I came from a family that discoraged higher education, and it made it so hard!
my father was of the opinion that he only went to year 9 and my mother left school after year 6, and they turned out alright, so that should be good enough for me.
After all I was a female and the job of a female was to get married, have lots of kids and be a "good wife".
I used to sneak to do my homework at night, because my father didnt believe in homework.
Despite this I graduated top three in my high school year. I wanted so bad to proove them all wrong.
I have tried extra hard to encourage my own children. I help them as best I can.
It made me so proud when my son, who is now a second year engineering student at university, rang me a couple of weeks ago to ask if I could help him with one of his assignments.( He was having trouble finding information, and I was able to find some web sites that had relevant info)
If the desire is there to learn, you will find a way.
 
Despite the story I told of how my father helped me with my school maths, when it came to going to university, I did have to fight my way to get there. He was of the opinion that I should begin 'paying my way' in the world as soon as I could rather than go swanning off learning things that would do me no good.

In a way, he was right. If I'd taken his advice and apprenticed to a trade I'd be a far richer man now than I am. That would be true in monetary terms at least.

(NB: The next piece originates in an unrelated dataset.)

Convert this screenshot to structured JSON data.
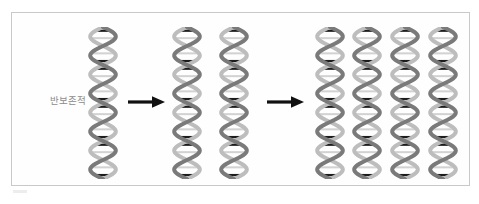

I'd've missed out on a lot else tho' I think. The fact that I have more letters after my name than are in it {and I have a long name :lol:} is an amusing claim to fame but what all that formal education really did was to condition me into a permanent 'state of learning'.

It's that ethic that people need, in my opinion, if they are to improve their quality of life.

Thanks to our Social Services, I've never been as low as, say, Caver has but I have still sometimes pondered the wisdom of my path as I sat with no credits in the gas or electricity meter reading a treatise on ceramics conservation by the streetlight outside my bedroom window. In the end tho' that enrichment of my mind, bitter tho' it may make me at times from the things that I learn of how the world works, has made me wealthier than getting a paying job younger would have done.

Donna's closing words are vital, I think:

If the desire is there to learn, you will find a way.